I think it's important for people to stay human and remember that genuine human connection is more fulfilling than anything that technology has to offer. We all have it within us, and music is something that can bring that out of us.
Jon BatisteRead
The beauty of jazz is that it can accommodate all styles. You can take jazz and put rock in it, and it's still jazz.
Interpretation
Jazz music is versatile and can incorporate elements from different genres seamlessly.
This quote by Jon Batiste emphasizes the inherent flexibility and adaptability of jazz music. It suggests that jazz serves as a canvas upon which diverse musical styles can be blended, maintaining its essence while embracing influences from other genres, showcasing the beauty of innovation in music.
In practice
During a music festival, this quote could be used to discuss the fusion of genres on stage.
I think it's important for people to stay human and remember that genuine human connection is more fulfilling than anything that technology has to offer. We all have it within us, and music is something that can bring that out of us.
There's a tradition - in New Orleans it still exists - where people play in the street. People play outside of the venues. Food, music, and that cultural exchange, it happens anywhere.
In a live performance, it's a collaboration with the audience; you ride the ebb and flow of the crowd's energy. On television, you don't have that.
The music is really about sharing an experience. That's why we call it Stay Human. It's like we're sharing this genuine human exchange.
I'm from Kenner, Louisiana, where music is played for every occasion in life. There's music for being born, there's music for dying... It's just natural. Families get really good because they play a lot together.
The subway in New York is a great social experiment; there are so many races and ways of life sitting together on each car.
Movie actors earn their living and learn their craft through listening and reacting.
If you get something right, you really feel it, right in your chest, on stage. I think it's an incomparable experience.
The magic of the music seems to light the way.
Poetry begins where language starts: in the shadows and accidents of one personβs life.
It was pitch dark. I could hear only the violin, and it was as though Juliek's soul were the bow. He was playing his life. The whole of his life was gliding on the strings--his last hopes, his charred past, his extinguished future. He played as he would never play again...When I awoke, in the daylight, I could see Juliek, opposite me, slumped over, dead. Near him lay his violin, smashed, trampled, a strange overwhelming little corpse.
The word-coining genius, as if thought plunged into a sea of words and came up dripping.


# WHAT IS NEEDED
The answer must consist of each line of the records below that contains the string "point".

# RECORDS TO PROCESS
--------

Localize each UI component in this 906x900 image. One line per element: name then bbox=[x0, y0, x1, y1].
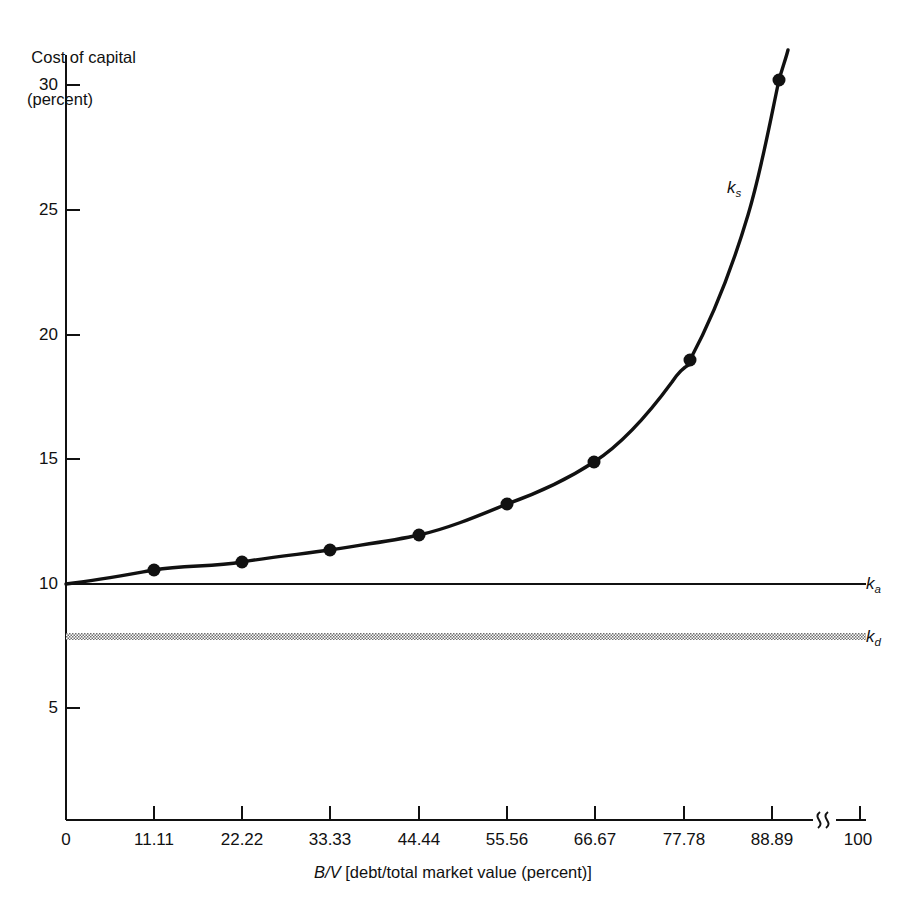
plot-area bbox=[0, 0, 906, 900]
data-point-marker bbox=[588, 456, 601, 469]
y-tick-marks bbox=[66, 85, 80, 708]
series-line-ks bbox=[66, 50, 788, 584]
data-point-marker bbox=[773, 74, 786, 87]
series-line-kd bbox=[66, 633, 866, 640]
chart-figure: Cost of capital (percent) B/V [debt/tota… bbox=[0, 0, 906, 900]
series-markers-ks bbox=[148, 74, 786, 577]
x-tick-marks bbox=[154, 806, 860, 820]
data-point-marker bbox=[148, 564, 161, 577]
series-line-ks-helper bbox=[66, 353, 690, 584]
axis-break-icon bbox=[817, 812, 828, 828]
data-point-marker bbox=[236, 556, 249, 569]
data-point-marker bbox=[324, 544, 337, 557]
data-point-marker bbox=[413, 529, 426, 542]
data-point-marker bbox=[684, 354, 697, 367]
data-point-marker bbox=[501, 498, 514, 511]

--------

# RESPONSE BOX
data-point-marker bbox=[588, 456, 601, 469]
data-point-marker bbox=[773, 74, 786, 87]
data-point-marker bbox=[148, 564, 161, 577]
data-point-marker bbox=[236, 556, 249, 569]
data-point-marker bbox=[324, 544, 337, 557]
data-point-marker bbox=[413, 529, 426, 542]
data-point-marker bbox=[684, 354, 697, 367]
data-point-marker bbox=[501, 498, 514, 511]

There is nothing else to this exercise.